House churches

Published December 2, 2008

Hong Kong
Recently elected leaders of China’s officially-sanctioned Protestant churches have said they care about house churches that sometimes operate underground and that they are willing to provide them with Bibles.”For those house churches without registration, we will try our best to be with them, to recognize them and to help them, so long as they have an orthodox faith, don’t stray from the truth and don’t follow heretics,” Elder Fu Xianwei, chairperson of the National Three Self Patriotic Movement (TSPM), told some 200 Hong Kong church leaders at an Oct. 22 seminar titled “Chinese Church – New Leaders, New Challenges”.
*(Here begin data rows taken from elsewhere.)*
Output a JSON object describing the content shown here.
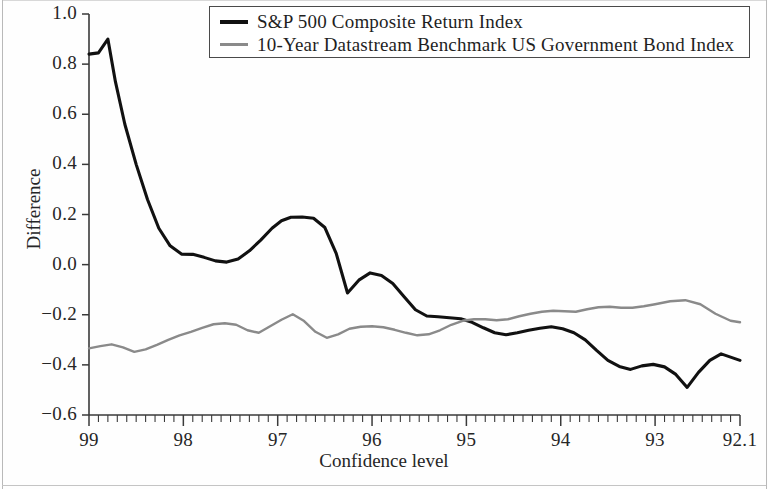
{
  "chart_data": {
    "type": "line",
    "title": "",
    "xlabel": "Confidence level",
    "ylabel": "Difference",
    "ylim": [
      -0.6,
      1.0
    ],
    "yticks": [
      "1.0",
      "0.8",
      "0.6",
      "0.4",
      "0.2",
      "0.0",
      "−0.2",
      "−0.4",
      "−0.6"
    ],
    "ytick_values": [
      1.0,
      0.8,
      0.6,
      0.4,
      0.2,
      0.0,
      -0.2,
      -0.4,
      -0.6
    ],
    "xticks": [
      "99",
      "98",
      "97",
      "96",
      "95",
      "94",
      "93",
      "92.1"
    ],
    "xtick_values": [
      99,
      98,
      97,
      96,
      95,
      94,
      93,
      92.1
    ],
    "x_axis_direction": "decreasing",
    "grid": false,
    "legend_position": "top-center",
    "minor_ticks_per_interval": 10,
    "series": [
      {
        "name": "S&P 500 Composite Return Index",
        "color": "#111111",
        "width": 3.1,
        "x": [
          99.0,
          98.9,
          98.8,
          98.72,
          98.62,
          98.5,
          98.38,
          98.26,
          98.14,
          98.02,
          97.9,
          97.78,
          97.66,
          97.54,
          97.42,
          97.3,
          97.18,
          97.06,
          96.96,
          96.86,
          96.74,
          96.62,
          96.5,
          96.38,
          96.26,
          96.14,
          96.02,
          95.9,
          95.78,
          95.66,
          95.54,
          95.42,
          95.3,
          95.18,
          95.06,
          94.94,
          94.82,
          94.7,
          94.58,
          94.46,
          94.34,
          94.22,
          94.1,
          93.98,
          93.86,
          93.74,
          93.62,
          93.5,
          93.38,
          93.26,
          93.14,
          93.02,
          92.9,
          92.78,
          92.66,
          92.54,
          92.42,
          92.3,
          92.1
        ],
        "y": [
          0.84,
          0.845,
          0.9,
          0.73,
          0.56,
          0.4,
          0.26,
          0.145,
          0.075,
          0.042,
          0.041,
          0.029,
          0.015,
          0.01,
          0.022,
          0.055,
          0.098,
          0.145,
          0.175,
          0.189,
          0.19,
          0.185,
          0.148,
          0.045,
          -0.113,
          -0.062,
          -0.033,
          -0.043,
          -0.075,
          -0.128,
          -0.18,
          -0.205,
          -0.208,
          -0.212,
          -0.216,
          -0.23,
          -0.252,
          -0.272,
          -0.28,
          -0.272,
          -0.262,
          -0.254,
          -0.248,
          -0.256,
          -0.272,
          -0.3,
          -0.342,
          -0.382,
          -0.406,
          -0.418,
          -0.404,
          -0.398,
          -0.408,
          -0.438,
          -0.49,
          -0.43,
          -0.382,
          -0.356,
          -0.382
        ]
      },
      {
        "name": "10-Year Datastream Benchmark US Government Bond Index",
        "color": "#8a8a8a",
        "width": 2.4,
        "x": [
          99.0,
          98.88,
          98.76,
          98.64,
          98.52,
          98.4,
          98.28,
          98.16,
          98.04,
          97.92,
          97.8,
          97.68,
          97.56,
          97.44,
          97.32,
          97.2,
          97.08,
          96.96,
          96.84,
          96.72,
          96.6,
          96.48,
          96.36,
          96.24,
          96.12,
          96.0,
          95.88,
          95.76,
          95.64,
          95.52,
          95.4,
          95.28,
          95.16,
          95.04,
          94.92,
          94.8,
          94.68,
          94.56,
          94.44,
          94.32,
          94.2,
          94.08,
          93.96,
          93.84,
          93.72,
          93.6,
          93.48,
          93.36,
          93.24,
          93.12,
          93.0,
          92.84,
          92.68,
          92.52,
          92.36,
          92.2,
          92.1
        ],
        "y": [
          -0.334,
          -0.325,
          -0.318,
          -0.33,
          -0.348,
          -0.338,
          -0.32,
          -0.3,
          -0.282,
          -0.268,
          -0.252,
          -0.238,
          -0.234,
          -0.24,
          -0.262,
          -0.272,
          -0.246,
          -0.22,
          -0.198,
          -0.225,
          -0.268,
          -0.292,
          -0.278,
          -0.256,
          -0.248,
          -0.246,
          -0.25,
          -0.26,
          -0.272,
          -0.282,
          -0.278,
          -0.262,
          -0.24,
          -0.224,
          -0.218,
          -0.218,
          -0.222,
          -0.218,
          -0.206,
          -0.196,
          -0.188,
          -0.184,
          -0.186,
          -0.188,
          -0.178,
          -0.17,
          -0.168,
          -0.172,
          -0.172,
          -0.166,
          -0.158,
          -0.146,
          -0.142,
          -0.158,
          -0.196,
          -0.224,
          -0.23
        ]
      }
    ]
  },
  "legend": {
    "items": [
      {
        "label": "S&P 500 Composite Return Index",
        "swatch": "black-line-swatch"
      },
      {
        "label": "10-Year Datastream Benchmark US Government Bond Index",
        "swatch": "gray-line-swatch"
      }
    ]
  },
  "axes": {
    "y_title": "Difference",
    "x_title": "Confidence level"
  },
  "colors": {
    "series_black": "#111111",
    "series_gray": "#8a8a8a",
    "axis": "#3a3a3a",
    "text": "#262626",
    "background": "#ffffff"
  }
}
The 12 member-delegation of TSPM and China Christian Council paid their first visit to Hong Kong and Macau from Oct. 16-19 since assuming the national leadership of their church organizations in January. Fu, the leader of the delegation, said that CCC/TSPM was willing to help house churches by, for example, providing them with Bibles, and also desired to work with them in building the Chinese Protestant church.    
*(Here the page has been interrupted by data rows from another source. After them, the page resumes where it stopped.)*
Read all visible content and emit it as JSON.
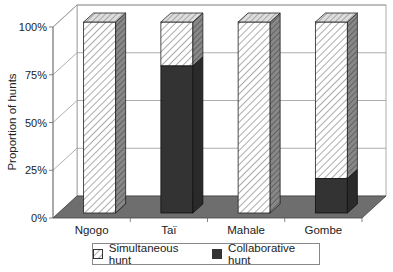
{
  "chart_data": {
    "type": "bar",
    "stacked": true,
    "percent": true,
    "three_d": true,
    "title": "",
    "xlabel": "",
    "ylabel": "Proportion of hunts",
    "categories": [
      "Ngogo",
      "Taï",
      "Mahale",
      "Gombe"
    ],
    "series": [
      {
        "name": "Collaborative hunt",
        "values": [
          0,
          77,
          0,
          18
        ],
        "color": "#333333",
        "pattern": "solid"
      },
      {
        "name": "Simultaneous hunt",
        "values": [
          100,
          23,
          100,
          82
        ],
        "color": "#ffffff",
        "pattern": "diagonal-hatch"
      }
    ],
    "yticks": [
      "0%",
      "25%",
      "50%",
      "75%",
      "100%"
    ],
    "ylim": [
      0,
      100
    ],
    "grid": true,
    "legend_position": "bottom"
  },
  "legend": {
    "items": [
      {
        "label": "Simultaneous hunt"
      },
      {
        "label": "Collaborative hunt"
      }
    ]
  }
}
The officially-sanctioned Chinese Protestant church estimates there are at least 18 million Protestants in China, but many other Christians belong to “house” or underground churches, say some analysts. The Three-Self Patriotic Movement was conceived in 1951 and formed in 1954 as the only legitimate umbrella for Protestant activities. The China Christian Council emerged with the support of the TSPM after China’s Cultural Revolution from 1966 to 1976, when the expression of religious life was effectively banned.